We build four new test sets for the Stanford Question Answering Dataset (SQuAD) and evaluate the ability of question-answering systems to generalize to new data. Our first test set is from the original Wikipedia domain and measures the extent to which existing systems overfit the original test set. Despite several years of heavy test set re-use, we find no evidence of adaptive overfitting. The remaining three test sets are constructed from New York Times articles, Reddit posts, and Amazon product reviews and measure robustness to natural distribution shifts. Across a broad range of models, we observe average performance drops of 3.8, 14.0, and 17.4 F1 points, respectively. In contrast, a strong human baseline matches or exceeds the performance of SQuAD models on the original domain and exhibits little to no drop in new domains. Taken together, our results confirm the surprising resilience of the holdout method and emphasize the need to move towards evaluation metrics that incorporate robustness to natural distribution shifts.

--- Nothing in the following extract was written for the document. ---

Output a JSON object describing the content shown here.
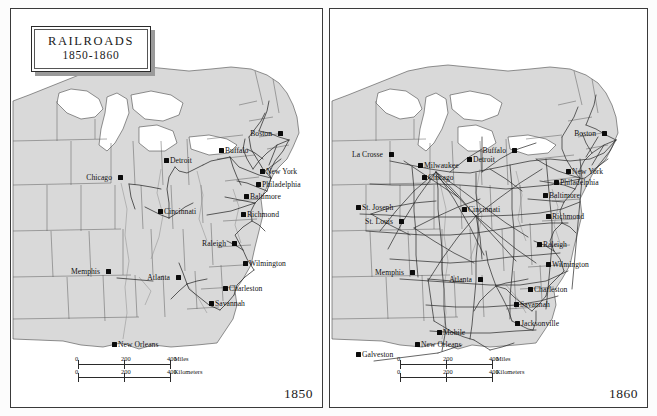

We study the sample complexity of approximate policy iteration (PI) for the Linear Quadratic Regulator (LQR), building on a recent line of work using LQR as a testbed to understand the limits of reinforcement learning (RL) algorithms on continuous control tasks. Our analysis quantifies the tension between policy improvement and policy evaluation, and suggests that policy evaluation is the dominant factor in terms of sample complexity. Specifically, we show that to obtain a controller that is within $\varepsilon$ of the optimal LQR controller, each step of policy evaluation requires at most $(n+d)^3/\varepsilon^2$ samples, where $n$ is the dimension of the state vector and $d$ is the dimension of the input vector. On the other hand, only $\log(1/\varepsilon)$ policy improvement steps suffice, resulting in an overall sample complexity of $(n+d)^3 \varepsilon^{-2} \log(1/\varepsilon)$. We furthermore build on our analysis and construct a simple adaptive procedure based on $\varepsilon$-greedy exploration which relies on approximate PI as a sub-routine and obtains $T^{2/3}$ regret, improving upon a recent result of Abbasi-Yadkori et al.

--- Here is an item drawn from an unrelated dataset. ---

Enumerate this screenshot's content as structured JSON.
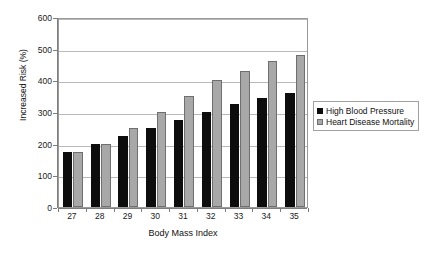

We develop an automated variational method for inference in models with Gaussian process (GP) priors and general likelihoods. The method supports multiple outputs and multiple latent functions and does not require detailed knowledge of the conditional likelihood, only needing its evaluation as a black-box function. Using a mixture of Gaussians as the variational distribution, we show that the evidence lower bound and its gradients can be estimated efficiently using samples from univariate Gaussian distributions. Furthermore, the method is scalable to large datasets which is achieved by using an augmented prior via the inducing-variable approach underpinning most sparse GP approximations, along with parallel computation and stochastic optimization. We evaluate our approach quantitatively and qualitatively with experiments on small datasets, medium-scale datasets and large datasets, showing its competitiveness under different likelihood models and sparsity levels. On the large-scale experiments involving prediction of airline delays and classification of handwritten digits, we show that our method is on par with the state-of-the-art hard-coded approaches for scalable GP regression and classification.

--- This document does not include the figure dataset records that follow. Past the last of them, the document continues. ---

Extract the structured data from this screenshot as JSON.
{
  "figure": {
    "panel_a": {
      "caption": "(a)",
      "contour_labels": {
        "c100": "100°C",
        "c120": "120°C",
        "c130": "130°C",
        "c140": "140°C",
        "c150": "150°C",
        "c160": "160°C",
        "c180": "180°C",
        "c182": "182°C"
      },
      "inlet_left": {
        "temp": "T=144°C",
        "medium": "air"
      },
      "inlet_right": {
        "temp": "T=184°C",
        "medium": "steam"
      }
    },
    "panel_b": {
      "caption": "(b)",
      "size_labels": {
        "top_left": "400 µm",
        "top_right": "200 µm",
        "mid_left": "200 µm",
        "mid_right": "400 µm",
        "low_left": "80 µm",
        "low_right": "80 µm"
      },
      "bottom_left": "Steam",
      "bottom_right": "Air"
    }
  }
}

We investigate the capabilities and limitations of Gaussian process models by jointly exploring three complementary directions: (i) scalable and statistically efficient inference; (ii) flexible kernels; and (iii) objective functions for hyperparameter learning alternative to the marginal likelihood. Our approach outperforms all previously reported GP methods on the standard MNIST dataset; performs comparatively to previous kernel-based methods using the RECTANGLES-IMAGE dataset; and breaks the 1% error-rate barrier in GP models using the MNIST8M dataset, showing along the way the scalability of our method at unprecedented scale for GP models (8 million observations) in classification problems. Overall, our approach represents a significant breakthrough in kernel methods and GP models, bridging the gap between deep learning approaches and kernel machines.